A natural-process Geisha from the Lamastus Family Estates in Boquete, Panama, fetched $803 per pound yesterday at the Best of Panama green coffee auction hosted by the Specialty Coffee Association of Panama.
It’s the highest per-pound price ever paid at the coffee auction, and the purchase continues a trend in the high-end specialty coffee market in which buyers hailing from Asia, Australia, Europe and the U.S. are spending unprecedented amounts of money to secure what they believe is the best of the best.
The previous top price paid at the Best of Panama auction was $601 per pound for another Geisha last year produced by Hacienda La Esmeralda. At the time, that was the highest price ever paid for green coffee on a per-pound basis.
The entire auction — which involved 49 lots, the majority of which were Geisha varieties — shattered previous auction highs across the board. Nearly 6,000 pounds of coffee were auctioned in total, in 50-pound boxes, with an average winning bid of $98.68 per pound. Only nine lots received less than $50 per pound.
The winning bidder for the $830 per pound “Elida Geisha Green Tip Natural” lot from Lamastus was Taiwan’s Black Gold Coffee Co. Japanese roasting company Saza Coffee placed another winning bid of $661 per pound for a split of the same coffee. The third-highest bid was made by an organization called Daitogiken, Inc., which paid $216 per pound for a Geisha produced at the Windy Ridge farm of Longboard Specialty Coffee in Boquete.
To put some of these numbers in perspective, the New York commodities exchange price — or “C” price — for arabica coffee is trading today at $1.11 per pound, which by all accounts would not match the per-pound cost of production in much of the growing world.
At the infamous Best of Panama auction in 2004 — when the Peterson family farm Hacienda La Esmeralda wowed judges by introducing a Geisha coffee — the winning bid was for $21.00. The 2004, 2005 and a 2006 price of $50.25 for a Esmeralda Geisha were shocking to the specialty coffee world at the time. They now seem quaint. The average winning bid in 2005, for example, was $3.28 per pound, compared to $98.68 today.
Source: Nick Brown
Nick Brown is the editor of Daily Coffee News by Roast Magazine.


WHAT TO DO
Counting only lines below that contain the string "ffffff", give the total as a single number.

Extracted records

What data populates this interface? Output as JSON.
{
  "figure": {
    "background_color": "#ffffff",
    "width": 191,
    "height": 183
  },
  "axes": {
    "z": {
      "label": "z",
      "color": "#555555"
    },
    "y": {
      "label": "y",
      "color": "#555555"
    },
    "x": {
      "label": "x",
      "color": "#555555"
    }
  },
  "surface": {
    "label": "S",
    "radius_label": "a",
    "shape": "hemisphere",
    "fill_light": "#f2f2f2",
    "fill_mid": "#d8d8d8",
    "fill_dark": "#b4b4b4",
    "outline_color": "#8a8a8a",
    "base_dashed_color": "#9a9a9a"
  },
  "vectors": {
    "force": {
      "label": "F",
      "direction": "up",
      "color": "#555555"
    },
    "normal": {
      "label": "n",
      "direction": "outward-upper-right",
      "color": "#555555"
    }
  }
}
---
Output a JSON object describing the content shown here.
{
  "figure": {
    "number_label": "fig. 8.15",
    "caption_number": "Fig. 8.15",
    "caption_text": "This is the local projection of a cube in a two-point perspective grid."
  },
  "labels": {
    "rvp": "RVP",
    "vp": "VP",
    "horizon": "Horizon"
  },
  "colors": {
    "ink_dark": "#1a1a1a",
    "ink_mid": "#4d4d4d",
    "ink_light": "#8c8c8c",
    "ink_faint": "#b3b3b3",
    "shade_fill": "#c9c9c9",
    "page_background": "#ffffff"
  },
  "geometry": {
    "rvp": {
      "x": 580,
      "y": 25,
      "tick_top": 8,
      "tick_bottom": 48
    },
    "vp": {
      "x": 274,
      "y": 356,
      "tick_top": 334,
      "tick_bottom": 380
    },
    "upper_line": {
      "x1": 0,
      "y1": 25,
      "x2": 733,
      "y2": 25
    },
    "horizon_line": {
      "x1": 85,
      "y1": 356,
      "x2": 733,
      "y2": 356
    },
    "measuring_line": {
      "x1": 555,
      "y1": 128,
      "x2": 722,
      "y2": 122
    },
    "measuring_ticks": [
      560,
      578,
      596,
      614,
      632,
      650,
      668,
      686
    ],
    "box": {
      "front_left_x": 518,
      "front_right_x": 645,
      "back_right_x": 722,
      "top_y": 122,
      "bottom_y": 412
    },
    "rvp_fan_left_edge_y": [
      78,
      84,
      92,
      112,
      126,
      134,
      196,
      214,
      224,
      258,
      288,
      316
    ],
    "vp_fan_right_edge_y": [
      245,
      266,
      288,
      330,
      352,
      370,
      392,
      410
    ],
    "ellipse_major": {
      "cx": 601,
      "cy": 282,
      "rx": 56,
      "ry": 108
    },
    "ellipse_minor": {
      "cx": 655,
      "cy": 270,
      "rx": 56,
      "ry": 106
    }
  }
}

WRITTEN RESPONSE
2